Book: Empire Building: The Construction of British India: 1690–1860
Author: Rosie Llewellyn-Jones
Published by: Viking
Price: Rs 799
The focus of the book is the construction of British India in terms of built space in the subcontinent spearheaded largely by the English East India Company whose rule formally ended after the mutiny of 1857. It is about the making of bridges, public buildings, cantonments and hill stations, their architects and engineers, and the logistical problems the projects faced in all their minutiae. Its professed intention is to assess the impact of these buildings on the landscape, both in physical terms as well as in psychological terms. In its execution, however, the latter aspect is barely addressed. All that we are told is that the dispossessed elites in Bengal and Awadh were taken up with early colonial building styles that they sought to replicate in their twilight years. It is, of course, entirely understandable that the archive is skewed in favour of elite aspirations and disappointments and that any claims towards assessing the impact of public buildings on the general populace would have to be modest.
The book toys with the deployment of the idea of political architecture which is expressed in the ways the English East India Company set about planning its factories and establishments and its laying out of plans for the fortification of early colonial cities followed by their civic infrastructure. What is interesting about the early period of Company rule is the apparent absence of professional engineers and architects in planning its civil and military projects and its reliance on autodidacts, most of whom were Europeans trying their hand in surveys and civil and military engineering. It is not quite clear what the concept of political architecture does for the narrative, which is a rich and detailed account of actual infrastructural projects, the financing of these, and the nitty-gritty of building. All imperial projects manifested in spatial reorganisation and reconfigurations which were, in turn, embodiments of a political ideology and cultural orientation. The Mughals built Delhi as their predecessors, the Sultans, had, as a consequence of which the imperial spaces in the city were marked by a mosque, market, dwelling and imperial political structures, not to speak of a distinct architectural style. What then was the distinctiveness of the political architecture of British rule? Was it to do with the everyday dimensions of built public space and the utilitarian values that were embedded in them, like the post office, the chowkey or police station, the asylum and the residency? It is a question that could have been explored more innovatively.
The strength of the book lies in its systematic and painstaking reconstruction of building projects under the English East India Company, both when it worked as an ambitious trading entity as well as a ruling potentate. While the author suggests that the English East India Company was confused about its role and acted in a fit of absent-mindedness, the actual facts leading to the Plassey coup or thereafter belie this notion. From the very outset, the Company projected itself as an armed trader with rights to forts and concessions to minting privileges and its own system of judicature and the rationale played out in the way the spaces they occupied were organised and built up. What hampered their intentions and frustrated their ambitions was money or lack of it, with the result that there was also something ad hoc about the way projects were carried out. They relied on engineers and surveyors from Europe who were not professionally trained architects or engineers. It was not before the end of the 18th century that the Company negotiated with the Woolwich Academy to get some of its cadets trained in engineering. There is an interesting and informative section on how some of the engineers came to Calcutta and made the acquaintance of locals. The story of such informal contacts and collaboration is, however, not taken up for consideration with the result that the narrative is one-dimensional with the caveat that the Company was able to persuade some of the wealthy natives to part with their funds for building projects.
Infrastructure building included surveys and maps as well. The book deals with this quite extensively, examining the projects undertaken by colonial officials and contrasting these with the virtual cartographic silence of Indians. What would have been important to follow up on was to speculate how the maps were received by Indians, whether cartographic exercises were made part of subsequent training in the survey offices that came up.
The final section of the book looks at the building of cantonments and hill stations, their provisioning, and how these were visualised. However, what does not come through is the production of social spaces within the new physical arrangements and the reader is left trying to figure out what the massive building project actually implied in social and experiential terms for the subject population. In the end, the abiding impression is that of the author’s resolve to recover the more optimistic aspects of the early colonial project when India was seen as an object of fascination and curiosity and its reconstruction was pioneered by intrepid and enterprising individuals who were often left to their own devices and were frustrated by lack of capital and coordination.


#### Directions for this task:
Write out all the records exactly, and keep any images out.

#### Exercise material:

* * *

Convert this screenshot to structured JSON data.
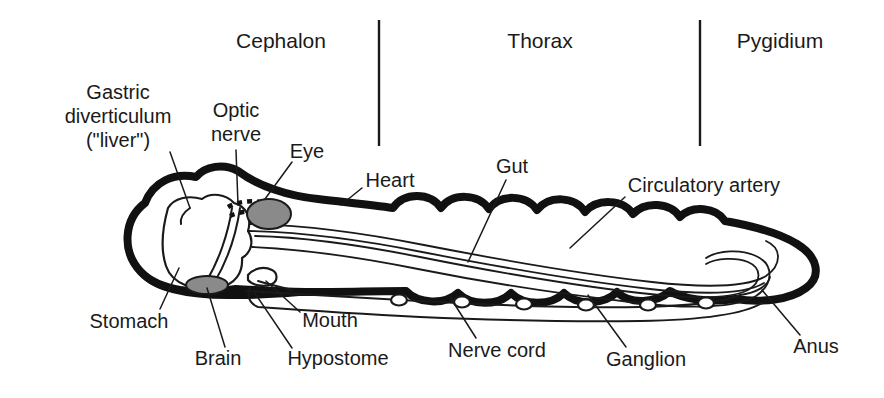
{
  "figure": {
    "background_color": "#ffffff",
    "ink_color": "#1a1a1a",
    "organ_fill_color": "#8a8a8a"
  },
  "regions": [
    {
      "id": "cephalon",
      "label": "Cephalon",
      "x": 281,
      "y": 42
    },
    {
      "id": "thorax",
      "label": "Thorax",
      "x": 540,
      "y": 42
    },
    {
      "id": "pygidium",
      "label": "Pygidium",
      "x": 780,
      "y": 42
    }
  ],
  "dividers": [
    {
      "id": "cephalon-thorax",
      "x": 379,
      "y1": 20,
      "y2": 146
    },
    {
      "id": "thorax-pygidium",
      "x": 700,
      "y1": 20,
      "y2": 146
    }
  ],
  "parts": [
    {
      "id": "gastric-diverticulum",
      "label_lines": [
        "Gastric",
        "diverticulum",
        "(\"liver\")"
      ],
      "label_x": 118,
      "label_y": 118,
      "align": "mid",
      "leader": "M 170,152 L 190,208"
    },
    {
      "id": "optic-nerve",
      "label_lines": [
        "Optic",
        "nerve"
      ],
      "label_x": 236,
      "label_y": 124,
      "align": "mid",
      "leader": "M 236,150 L 238,205"
    },
    {
      "id": "eye",
      "label_lines": [
        "Eye"
      ],
      "label_x": 307,
      "label_y": 153,
      "align": "mid",
      "leader": "M 292,162 L 265,199"
    },
    {
      "id": "heart",
      "label_lines": [
        "Heart"
      ],
      "label_x": 390,
      "label_y": 182,
      "align": "mid",
      "leader": "M 362,188 L 341,205"
    },
    {
      "id": "gut",
      "label_lines": [
        "Gut"
      ],
      "label_x": 512,
      "label_y": 168,
      "align": "mid",
      "leader": "M 506,180 L 468,262"
    },
    {
      "id": "circulatory-artery",
      "label_lines": [
        "Circulatory artery"
      ],
      "label_x": 704,
      "label_y": 187,
      "align": "mid",
      "leader": "M 625,197 L 570,248"
    },
    {
      "id": "stomach",
      "label_lines": [
        "Stomach"
      ],
      "label_x": 129,
      "label_y": 323,
      "align": "mid",
      "leader": "M 160,309 L 179,268"
    },
    {
      "id": "brain",
      "label_lines": [
        "Brain"
      ],
      "label_x": 218,
      "label_y": 360,
      "align": "mid",
      "leader": "M 225,347 L 207,288"
    },
    {
      "id": "hypostome",
      "label_lines": [
        "Hypostome"
      ],
      "label_x": 338,
      "label_y": 360,
      "align": "mid",
      "leader": "M 292,348 L 254,292"
    },
    {
      "id": "mouth",
      "label_lines": [
        "Mouth"
      ],
      "label_x": 330,
      "label_y": 322,
      "align": "mid",
      "leader": "M 300,312 L 266,281"
    },
    {
      "id": "nerve-cord",
      "label_lines": [
        "Nerve cord"
      ],
      "label_x": 497,
      "label_y": 352,
      "align": "mid",
      "leader": "M 476,338 L 450,297"
    },
    {
      "id": "ganglion",
      "label_lines": [
        "Ganglion"
      ],
      "label_x": 646,
      "label_y": 361,
      "align": "mid",
      "leader": "M 626,347 L 588,295"
    },
    {
      "id": "anus",
      "label_lines": [
        "Anus"
      ],
      "label_x": 816,
      "label_y": 348,
      "align": "mid",
      "leader": "M 800,335 L 762,290"
    }
  ],
  "anatomy": {
    "shell_outer": "M 236,289 C 196,296 158,290 141,272 C 121,251 124,219 145,203 C 153,182 174,172 196,177 C 205,166 224,163 238,171 C 258,186 288,196 318,199 C 352,203 372,205 393,208 C 404,192 430,192 441,208 C 452,193 478,193 489,209 C 500,194 526,194 537,210 C 549,195 575,196 585,212 C 597,198 623,199 633,214 C 645,201 670,202 680,217 C 692,205 716,207 725,221 C 742,224 776,231 797,244 C 818,257 822,276 806,288 C 790,300 762,303 735,299 C 708,303 683,299 670,291 C 657,303 630,305 617,292 C 604,305 577,306 564,293 C 551,306 524,306 511,293 C 498,306 471,306 458,293 C 445,305 418,304 406,291 C 380,291 342,292 310,292 C 285,292 258,290 236,289 Z",
    "cephalon_top": "M 145,203 C 153,182 174,172 196,177 C 205,166 224,163 238,171 C 258,186 288,196 318,199",
    "stomach": "M 168,208 C 163,226 160,248 166,266 C 172,284 195,292 217,288 C 236,285 243,272 242,258 C 252,252 254,240 248,231 C 252,218 246,206 234,203 C 226,194 211,192 202,199 C 188,195 174,198 168,208 Z",
    "gastric_diverticulum": "M 190,208 C 184,212 180,218 181,224",
    "brain": {
      "cx": 207,
      "cy": 285,
      "rx": 21,
      "ry": 9
    },
    "eye": {
      "cx": 269,
      "cy": 214,
      "rx": 22,
      "ry": 15
    },
    "optic_nerve_band": "M 228,207 C 240,200 258,200 272,204",
    "optic_nerve_band2": "M 230,216 C 242,210 260,210 274,213",
    "optic_nerve_stalk": "M 232,208 C 228,235 218,262 207,280",
    "optic_nerve_stalk2": "M 240,208 C 236,236 226,263 214,283",
    "gut": "M 255,236 C 300,237 360,245 420,257 C 490,271 570,285 640,293 C 690,299 730,299 748,290 C 762,282 762,268 748,262 C 736,257 716,258 706,264",
    "gut_lower": "M 252,247 C 298,249 358,257 418,269 C 488,283 568,295 638,303 C 690,309 736,308 756,296 C 774,284 774,264 756,256 C 742,249 718,250 706,258",
    "artery": "M 250,224 C 300,225 364,233 424,245 C 496,259 580,274 652,282 C 706,288 748,287 766,276 C 782,265 782,248 766,241",
    "artery_lower": "M 248,231 C 298,232 362,240 422,252 C 494,266 578,281 650,289 C 704,295 746,294 764,283",
    "hypostome": "M 248,275 C 254,268 264,266 272,270 C 278,273 278,281 272,284 C 264,288 252,285 248,280 Z",
    "mouth_line": "M 258,281 C 268,284 280,287 292,290",
    "nerve_cord": "M 246,291 C 300,294 360,298 420,301 C 490,305 570,308 640,307 C 690,306 724,302 740,295",
    "ganglia": [
      {
        "cx": 399,
        "cy": 300,
        "r": 5.5
      },
      {
        "cx": 462,
        "cy": 302,
        "r": 5.5
      },
      {
        "cx": 524,
        "cy": 304,
        "r": 5.5
      },
      {
        "cx": 586,
        "cy": 305,
        "r": 5.5
      },
      {
        "cx": 648,
        "cy": 305,
        "r": 5.5
      },
      {
        "cx": 706,
        "cy": 303,
        "r": 5.5
      }
    ],
    "body_lower_inner": "M 250,288 C 246,296 250,304 258,307 C 300,310 360,314 420,317 C 490,320 570,322 640,321 C 700,320 744,314 762,303",
    "pygidium_inner": "M 740,295 C 756,293 768,286 770,277",
    "cephalon_lower_rim": "M 141,272 C 152,288 186,297 236,296 C 266,296 292,294 310,292"
  }
}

* * *

#### Answer for the task:
Convert this screenshot to structured JSON data.
{
  "figure": {
    "background_color": "#ffffff",
    "ink_color": "#1a1a1a",
    "organ_fill_color": "#8a8a8a"
  },
  "regions": [
    {
      "id": "cephalon",
      "label": "Cephalon",
      "x": 281,
      "y": 42
    },
    {
      "id": "thorax",
      "label": "Thorax",
      "x": 540,
      "y": 42
    },
    {
      "id": "pygidium",
      "label": "Pygidium",
      "x": 780,
      "y": 42
    }
  ],
  "dividers": [
    {
      "id": "cephalon-thorax",
      "x": 379,
      "y1": 20,
      "y2": 146
    },
    {
      "id": "thorax-pygidium",
      "x": 700,
      "y1": 20,
      "y2": 146
    }
  ],
  "parts": [
    {
      "id": "gastric-diverticulum",
      "label_lines": [
        "Gastric",
        "diverticulum",
        "(\"liver\")"
      ],
      "label_x": 118,
      "label_y": 118,
      "align": "mid",
      "leader": "M 170,152 L 190,208"
    },
    {
      "id": "optic-nerve",
      "label_lines": [
        "Optic",
        "nerve"
      ],
      "label_x": 236,
      "label_y": 124,
      "align": "mid",
      "leader": "M 236,150 L 238,205"
    },
    {
      "id": "eye",
      "label_lines": [
        "Eye"
      ],
      "label_x": 307,
      "label_y": 153,
      "align": "mid",
      "leader": "M 292,162 L 265,199"
    },
    {
      "id": "heart",
      "label_lines": [
        "Heart"
      ],
      "label_x": 390,
      "label_y": 182,
      "align": "mid",
      "leader": "M 362,188 L 341,205"
    },
    {
      "id": "gut",
      "label_lines": [
        "Gut"
      ],
      "label_x": 512,
      "label_y": 168,
      "align": "mid",
      "leader": "M 506,180 L 468,262"
    },
    {
      "id": "circulatory-artery",
      "label_lines": [
        "Circulatory artery"
      ],
      "label_x": 704,
      "label_y": 187,
      "align": "mid",
      "leader": "M 625,197 L 570,248"
    },
    {
      "id": "stomach",
      "label_lines": [
        "Stomach"
      ],
      "label_x": 129,
      "label_y": 323,
      "align": "mid",
      "leader": "M 160,309 L 179,268"
    },
    {
      "id": "brain",
      "label_lines": [
        "Brain"
      ],
      "label_x": 218,
      "label_y": 360,
      "align": "mid",
      "leader": "M 225,347 L 207,288"
    },
    {
      "id": "hypostome",
      "label_lines": [
        "Hypostome"
      ],
      "label_x": 338,
      "label_y": 360,
      "align": "mid",
      "leader": "M 292,348 L 254,292"
    },
    {
      "id": "mouth",
      "label_lines": [
        "Mouth"
      ],
      "label_x": 330,
      "label_y": 322,
      "align": "mid",
      "leader": "M 300,312 L 266,281"
    },
    {
      "id": "nerve-cord",
      "label_lines": [
        "Nerve cord"
      ],
      "label_x": 497,
      "label_y": 352,
      "align": "mid",
      "leader": "M 476,338 L 450,297"
    },
    {
      "id": "ganglion",
      "label_lines": [
        "Ganglion"
      ],
      "label_x": 646,
      "label_y": 361,
      "align": "mid",
      "leader": "M 626,347 L 588,295"
    },
    {
      "id": "anus",
      "label_lines": [
        "Anus"
      ],
      "label_x": 816,
      "label_y": 348,
      "align": "mid",
      "leader": "M 800,335 L 762,290"
    }
  ],
  "anatomy": {
    "shell_outer": "M 236,289 C 196,296 158,290 141,272 C 121,251 124,219 145,203 C 153,182 174,172 196,177 C 205,166 224,163 238,171 C 258,186 288,196 318,199 C 352,203 372,205 393,208 C 404,192 430,192 441,208 C 452,193 478,193 489,209 C 500,194 526,194 537,210 C 549,195 575,196 585,212 C 597,198 623,199 633,214 C 645,201 670,202 680,217 C 692,205 716,207 725,221 C 742,224 776,231 797,244 C 818,257 822,276 806,288 C 790,300 762,303 735,299 C 708,303 683,299 670,291 C 657,303 630,305 617,292 C 604,305 577,306 564,293 C 551,306 524,306 511,293 C 498,306 471,306 458,293 C 445,305 418,304 406,291 C 380,291 342,292 310,292 C 285,292 258,290 236,289 Z",
    "cephalon_top": "M 145,203 C 153,182 174,172 196,177 C 205,166 224,163 238,171 C 258,186 288,196 318,199",
    "stomach": "M 168,208 C 163,226 160,248 166,266 C 172,284 195,292 217,288 C 236,285 243,272 242,258 C 252,252 254,240 248,231 C 252,218 246,206 234,203 C 226,194 211,192 202,199 C 188,195 174,198 168,208 Z",
    "gastric_diverticulum": "M 190,208 C 184,212 180,218 181,224",
    "brain": {
      "cx": 207,
      "cy": 285,
      "rx": 21,
      "ry": 9
    },
    "eye": {
      "cx": 269,
      "cy": 214,
      "rx": 22,
      "ry": 15
    },
    "optic_nerve_band": "M 228,207 C 240,200 258,200 272,204",
    "optic_nerve_band2": "M 230,216 C 242,210 260,210 274,213",
    "optic_nerve_stalk": "M 232,208 C 228,235 218,262 207,280",
    "optic_nerve_stalk2": "M 240,208 C 236,236 226,263 214,283",
    "gut": "M 255,236 C 300,237 360,245 420,257 C 490,271 570,285 640,293 C 690,299 730,299 748,290 C 762,282 762,268 748,262 C 736,257 716,258 706,264",
    "gut_lower": "M 252,247 C 298,249 358,257 418,269 C 488,283 568,295 638,303 C 690,309 736,308 756,296 C 774,284 774,264 756,256 C 742,249 718,250 706,258",
    "artery": "M 250,224 C 300,225 364,233 424,245 C 496,259 580,274 652,282 C 706,288 748,287 766,276 C 782,265 782,248 766,241",
    "artery_lower": "M 248,231 C 298,232 362,240 422,252 C 494,266 578,281 650,289 C 704,295 746,294 764,283",
    "hypostome": "M 248,275 C 254,268 264,266 272,270 C 278,273 278,281 272,284 C 264,288 252,285 248,280 Z",
    "mouth_line": "M 258,281 C 268,284 280,287 292,290",
    "nerve_cord": "M 246,291 C 300,294 360,298 420,301 C 490,305 570,308 640,307 C 690,306 724,302 740,295",
    "ganglia": [
      {
        "cx": 399,
        "cy": 300,
        "r": 5.5
      },
      {
        "cx": 462,
        "cy": 302,
        "r": 5.5
      },
      {
        "cx": 524,
        "cy": 304,
        "r": 5.5
      },
      {
        "cx": 586,
        "cy": 305,
        "r": 5.5
      },
      {
        "cx": 648,
        "cy": 305,
        "r": 5.5
      },
      {
        "cx": 706,
        "cy": 303,
        "r": 5.5
      }
    ],
    "body_lower_inner": "M 250,288 C 246,296 250,304 258,307 C 300,310 360,314 420,317 C 490,320 570,322 640,321 C 700,320 744,314 762,303",
    "pygidium_inner": "M 740,295 C 756,293 768,286 770,277",
    "cephalon_lower_rim": "M 141,272 C 152,288 186,297 236,296 C 266,296 292,294 310,292"
  }
}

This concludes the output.